I know very close to nothing about sushi. I used to go with some regularity to a sushi restaurant in town (“Jasmine”) and my grocery store also started selling it. I’m not sure which exposure came first. More recently, I’ve gone a few times to a very authentic Japanese restaurant in town (“Sakura”). The little sushi I’ve been brave enough to try, I’ve liked. But I’m still very wary. I need to go with someone who’s sophisticated about it and can give me advice.
So, you may wonder, why am I posting about a topic I admittedly know almost nothing about? Look again. The title of the post is not “Sushi”, it’s “Sushi Fish”.
I recently read a book entitled Eels. Subtitled: An exploration, from New Zealand to the Sargasso, of the world’s most mysterious fish. You always wonder about an editor who lets an author get away with a subtitle that long. I followed that with Tuna. Subtitled: A Love Story. Tuna was written by Richard Ellis, who also wrote On Thin Ice, the book I read about polar bears.
Of the two, Eels is by far the better book. Tuna tends to be dry and repetitive. Plus it employs a technique I despise, that of putting footnotes at the bottom of the page. In a book, those should be in a section at the end for references. The best thing Tuna has going for it is its subtitle. It’s intentionally ironic. We are loving tuna to extinction, particularly the bluefin.
Nevertheless, both books are chock-full of facts about the creatures involved. I found eels more fascinating, maybe because I knew least about them to begin with–although before reading the book about tuna, I wouldn’t have been able to identify one in a police line-up.
Here’s the most fascinating fact about eels: they are catadromous, meaning they are spawned in the ocean and return to fresh water to live out their lives until they are ready to spawn themselves; then they make their way back to the ocean–assuming they can, assuming we haven’t built hydroelectric dams barring their path in the twenty or so years it took them to mature. Catadromous is opposed to anadromous, like salmon, who live their lives in the opposite direction.
North American and European eels are thought to spawn in the Sargasso Sea–but that has never been proven. Eels are thought to die after spawning, like salmon, but that has never been proved either. Ergo, they remain the world’s most mysterious fish–at least until 2010 when this book was published. Sometimes science moves very fast, and sometimes not so much. I venture to say there is more money worldwide going into finding the search for the spawning grounds of eels , and of trying to find ways to successfully farm both them and tuna, than there is in all of cancer research. Which makes a certain kind of sense.
Both books discuss, at length, the Tsukiji fish market in Tokyo, It’s the largest in the world. Eels are sold there mostly frozen, but eel is considered best when it’s freshest. There are videos you can find of how to clean fresh eels, but I’m sparing you a link. Essentially it’s done while the eel is still alive, with it’s head spiked to a table. The chefs are doing it with bare hands, which is kind of interesting, since I learned that eel blood contains a neurotoxin. I was somewhat comforted to learn that for that reason and others, all eel in sushi is cooked.
One of the interesting side effects of reading these two books, along with the last novel I read (Nevil Shute’s A Town Like Alice ), is that the more I learn about the Japanese, the less I like them. It seems wrong to judge an entire country based on WWII, and I’m not. It’s only recently that I’ve begun to see that we misjudge them. We forget that their only reason for surrendering in WWII was being forced into abject submission. We did not change their world view, so to speak. They’ve merely taken it underground.
When it comes to fishing, for example, the Japanese have cheerfully agreed to any limits or quotas the various (toothless) regulatory agencies may set–because they have no intention of ever following any of them anyway. They have lied and stolen their way through it all. You have only to look at the whaling “ban” and Japan’s response to it. They’re permitted to take a certain number for “research”. And those “research” whales end up in Tsukiji. Because it’s all about what Japan wants or needs. It’s a mindset that has not changed by defeat in WWII.
Sushi is a Japanese phenomenon, and one, I was surprised to learn, of fairly recent origin. We can hope they tire of it before fishing some species to extinction, but I wouldn’t count on it.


*DIRECTIONS*: Transcribe, word for word and with nothing extra, the line containing "Extract all elements" and each line that comes after it in the entries.

☆ ☆ ☆

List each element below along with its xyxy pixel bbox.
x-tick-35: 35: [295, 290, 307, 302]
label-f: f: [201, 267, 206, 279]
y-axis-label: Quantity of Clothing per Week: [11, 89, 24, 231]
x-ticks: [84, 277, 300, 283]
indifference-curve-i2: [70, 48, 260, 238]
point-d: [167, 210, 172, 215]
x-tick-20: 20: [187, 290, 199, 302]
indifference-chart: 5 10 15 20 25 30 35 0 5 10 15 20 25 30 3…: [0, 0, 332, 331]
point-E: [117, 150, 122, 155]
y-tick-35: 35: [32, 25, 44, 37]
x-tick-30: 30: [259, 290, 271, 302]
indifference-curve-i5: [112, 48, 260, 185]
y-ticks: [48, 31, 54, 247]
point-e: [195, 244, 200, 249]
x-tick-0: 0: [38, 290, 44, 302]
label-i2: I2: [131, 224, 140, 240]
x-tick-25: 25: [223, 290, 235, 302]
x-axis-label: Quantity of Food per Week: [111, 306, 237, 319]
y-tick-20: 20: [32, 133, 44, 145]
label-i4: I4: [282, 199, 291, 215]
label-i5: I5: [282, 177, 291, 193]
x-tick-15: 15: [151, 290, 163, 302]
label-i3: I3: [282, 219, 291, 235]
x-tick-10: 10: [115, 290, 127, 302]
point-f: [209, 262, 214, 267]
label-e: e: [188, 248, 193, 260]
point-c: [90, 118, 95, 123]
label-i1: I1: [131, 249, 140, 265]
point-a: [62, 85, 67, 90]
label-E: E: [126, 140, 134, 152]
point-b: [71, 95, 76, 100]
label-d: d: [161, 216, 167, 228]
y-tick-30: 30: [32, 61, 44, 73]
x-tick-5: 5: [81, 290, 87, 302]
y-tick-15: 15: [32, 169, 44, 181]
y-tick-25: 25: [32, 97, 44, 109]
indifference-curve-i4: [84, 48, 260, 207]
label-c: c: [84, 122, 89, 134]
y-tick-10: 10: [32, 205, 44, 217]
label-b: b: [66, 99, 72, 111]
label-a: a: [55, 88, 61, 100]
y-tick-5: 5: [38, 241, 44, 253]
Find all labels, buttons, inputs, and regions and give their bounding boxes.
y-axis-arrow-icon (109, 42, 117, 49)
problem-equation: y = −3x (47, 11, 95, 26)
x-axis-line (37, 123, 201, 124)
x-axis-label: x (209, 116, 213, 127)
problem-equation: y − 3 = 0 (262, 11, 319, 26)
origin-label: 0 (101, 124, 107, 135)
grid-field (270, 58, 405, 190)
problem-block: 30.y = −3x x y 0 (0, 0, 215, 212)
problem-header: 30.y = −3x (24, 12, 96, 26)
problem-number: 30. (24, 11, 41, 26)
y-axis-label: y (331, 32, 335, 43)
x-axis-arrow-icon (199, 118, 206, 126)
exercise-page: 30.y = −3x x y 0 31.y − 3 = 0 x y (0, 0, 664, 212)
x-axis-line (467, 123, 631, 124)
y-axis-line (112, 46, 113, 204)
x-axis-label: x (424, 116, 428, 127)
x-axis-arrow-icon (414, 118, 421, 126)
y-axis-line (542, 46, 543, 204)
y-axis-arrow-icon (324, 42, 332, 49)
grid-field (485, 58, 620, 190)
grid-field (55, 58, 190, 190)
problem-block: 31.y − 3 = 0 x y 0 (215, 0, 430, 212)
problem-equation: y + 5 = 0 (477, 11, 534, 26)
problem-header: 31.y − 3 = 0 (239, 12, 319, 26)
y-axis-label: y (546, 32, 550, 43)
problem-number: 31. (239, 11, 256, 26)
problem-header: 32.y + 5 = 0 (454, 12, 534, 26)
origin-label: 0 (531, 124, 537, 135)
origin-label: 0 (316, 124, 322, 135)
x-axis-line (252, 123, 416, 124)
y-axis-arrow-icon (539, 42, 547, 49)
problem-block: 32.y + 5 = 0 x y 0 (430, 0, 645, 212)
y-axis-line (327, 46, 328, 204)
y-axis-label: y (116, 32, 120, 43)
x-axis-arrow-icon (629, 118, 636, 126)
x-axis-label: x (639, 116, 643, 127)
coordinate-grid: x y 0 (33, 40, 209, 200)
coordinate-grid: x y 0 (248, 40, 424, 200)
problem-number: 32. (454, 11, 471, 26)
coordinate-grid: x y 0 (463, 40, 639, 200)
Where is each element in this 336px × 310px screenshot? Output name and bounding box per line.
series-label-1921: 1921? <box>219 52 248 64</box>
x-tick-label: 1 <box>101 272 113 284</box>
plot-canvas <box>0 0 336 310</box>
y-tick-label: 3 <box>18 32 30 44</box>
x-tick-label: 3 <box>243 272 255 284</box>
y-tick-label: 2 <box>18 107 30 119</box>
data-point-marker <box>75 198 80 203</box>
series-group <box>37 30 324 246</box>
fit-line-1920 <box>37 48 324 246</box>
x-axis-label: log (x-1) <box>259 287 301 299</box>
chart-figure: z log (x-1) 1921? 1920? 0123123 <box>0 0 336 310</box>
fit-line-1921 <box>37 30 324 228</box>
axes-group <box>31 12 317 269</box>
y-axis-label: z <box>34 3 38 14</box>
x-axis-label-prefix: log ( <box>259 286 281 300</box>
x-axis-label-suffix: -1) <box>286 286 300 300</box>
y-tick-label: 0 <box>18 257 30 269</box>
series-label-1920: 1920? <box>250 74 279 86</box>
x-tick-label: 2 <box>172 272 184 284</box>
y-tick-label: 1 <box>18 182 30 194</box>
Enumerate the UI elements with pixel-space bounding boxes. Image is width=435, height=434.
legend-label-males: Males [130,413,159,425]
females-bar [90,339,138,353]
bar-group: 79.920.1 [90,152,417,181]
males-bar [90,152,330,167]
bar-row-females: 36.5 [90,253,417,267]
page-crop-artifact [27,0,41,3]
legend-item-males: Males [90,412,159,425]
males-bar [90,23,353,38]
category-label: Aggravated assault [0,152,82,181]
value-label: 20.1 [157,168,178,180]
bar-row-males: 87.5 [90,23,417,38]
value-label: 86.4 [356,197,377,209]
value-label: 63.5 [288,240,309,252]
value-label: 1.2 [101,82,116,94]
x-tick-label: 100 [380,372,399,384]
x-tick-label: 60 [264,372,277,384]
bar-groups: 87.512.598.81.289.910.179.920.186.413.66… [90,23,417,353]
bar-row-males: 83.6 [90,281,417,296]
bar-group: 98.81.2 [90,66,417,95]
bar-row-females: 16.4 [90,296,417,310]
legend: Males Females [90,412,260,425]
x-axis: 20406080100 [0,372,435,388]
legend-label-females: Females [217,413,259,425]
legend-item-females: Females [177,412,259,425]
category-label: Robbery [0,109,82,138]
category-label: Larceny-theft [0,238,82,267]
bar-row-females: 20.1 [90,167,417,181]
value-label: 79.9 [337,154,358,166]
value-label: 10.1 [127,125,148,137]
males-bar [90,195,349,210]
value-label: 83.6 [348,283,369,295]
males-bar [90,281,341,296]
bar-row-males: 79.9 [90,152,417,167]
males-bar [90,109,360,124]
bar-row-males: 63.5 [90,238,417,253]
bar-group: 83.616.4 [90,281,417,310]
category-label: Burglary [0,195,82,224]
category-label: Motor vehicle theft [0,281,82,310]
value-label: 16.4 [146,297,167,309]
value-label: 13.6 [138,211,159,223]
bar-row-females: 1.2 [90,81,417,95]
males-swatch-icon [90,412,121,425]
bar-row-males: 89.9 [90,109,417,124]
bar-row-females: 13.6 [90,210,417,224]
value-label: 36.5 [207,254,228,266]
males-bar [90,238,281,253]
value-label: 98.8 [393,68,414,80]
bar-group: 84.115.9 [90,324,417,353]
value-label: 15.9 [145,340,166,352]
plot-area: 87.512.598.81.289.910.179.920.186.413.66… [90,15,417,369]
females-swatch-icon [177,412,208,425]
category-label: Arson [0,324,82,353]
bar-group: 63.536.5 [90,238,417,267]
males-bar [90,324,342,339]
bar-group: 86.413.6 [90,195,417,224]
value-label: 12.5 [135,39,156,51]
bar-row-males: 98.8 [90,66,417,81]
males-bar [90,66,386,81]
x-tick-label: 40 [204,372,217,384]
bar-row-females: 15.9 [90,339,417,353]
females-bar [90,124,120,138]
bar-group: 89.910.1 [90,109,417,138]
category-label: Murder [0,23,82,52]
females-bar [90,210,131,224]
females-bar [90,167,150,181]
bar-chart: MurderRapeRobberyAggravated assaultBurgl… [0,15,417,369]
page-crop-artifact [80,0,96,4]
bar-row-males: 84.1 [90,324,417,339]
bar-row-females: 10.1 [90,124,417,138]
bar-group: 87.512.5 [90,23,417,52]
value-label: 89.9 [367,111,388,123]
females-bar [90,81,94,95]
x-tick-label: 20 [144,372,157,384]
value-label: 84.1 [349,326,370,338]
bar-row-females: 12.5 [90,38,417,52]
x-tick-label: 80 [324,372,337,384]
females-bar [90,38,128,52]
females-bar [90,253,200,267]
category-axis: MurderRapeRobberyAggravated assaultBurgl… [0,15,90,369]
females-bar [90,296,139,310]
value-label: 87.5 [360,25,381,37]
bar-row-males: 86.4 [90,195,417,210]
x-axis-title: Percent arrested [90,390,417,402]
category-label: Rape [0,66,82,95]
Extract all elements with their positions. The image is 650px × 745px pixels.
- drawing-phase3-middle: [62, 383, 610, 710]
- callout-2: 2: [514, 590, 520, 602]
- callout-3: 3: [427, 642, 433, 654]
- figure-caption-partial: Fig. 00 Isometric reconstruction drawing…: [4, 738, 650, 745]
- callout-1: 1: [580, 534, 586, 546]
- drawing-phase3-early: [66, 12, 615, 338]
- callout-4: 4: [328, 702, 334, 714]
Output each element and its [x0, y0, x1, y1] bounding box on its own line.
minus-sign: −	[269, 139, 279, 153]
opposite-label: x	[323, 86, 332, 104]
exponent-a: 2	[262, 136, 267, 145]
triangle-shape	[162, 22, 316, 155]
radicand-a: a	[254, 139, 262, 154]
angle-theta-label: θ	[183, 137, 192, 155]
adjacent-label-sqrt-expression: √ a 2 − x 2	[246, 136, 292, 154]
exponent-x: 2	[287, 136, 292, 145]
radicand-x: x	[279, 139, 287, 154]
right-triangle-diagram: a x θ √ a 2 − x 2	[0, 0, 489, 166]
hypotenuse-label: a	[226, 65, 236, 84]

☆ ☆ ☆

*EXPECTED ANSWER*:
Extract all elements with their positions. The image is 650px × 745px pixels.
- drawing-phase3-middle: [62, 383, 610, 710]
- callout-2: 2: [514, 590, 520, 602]
- callout-3: 3: [427, 642, 433, 654]
- figure-caption-partial: Fig. 00 Isometric reconstruction drawing…: [4, 738, 650, 745]
- callout-1: 1: [580, 534, 586, 546]
- drawing-phase3-early: [66, 12, 615, 338]
- callout-4: 4: [328, 702, 334, 714]
Output each element and its [x0, y0, x1, y1] bounding box on its own line.
minus-sign: −	[269, 139, 279, 153]
opposite-label: x	[323, 86, 332, 104]
exponent-a: 2	[262, 136, 267, 145]
triangle-shape	[162, 22, 316, 155]
radicand-a: a	[254, 139, 262, 154]
angle-theta-label: θ	[183, 137, 192, 155]
adjacent-label-sqrt-expression: √ a 2 − x 2	[246, 136, 292, 154]
exponent-x: 2	[287, 136, 292, 145]
radicand-x: x	[279, 139, 287, 154]
right-triangle-diagram: a x θ √ a 2 − x 2	[0, 0, 489, 166]
hypotenuse-label: a	[226, 65, 236, 84]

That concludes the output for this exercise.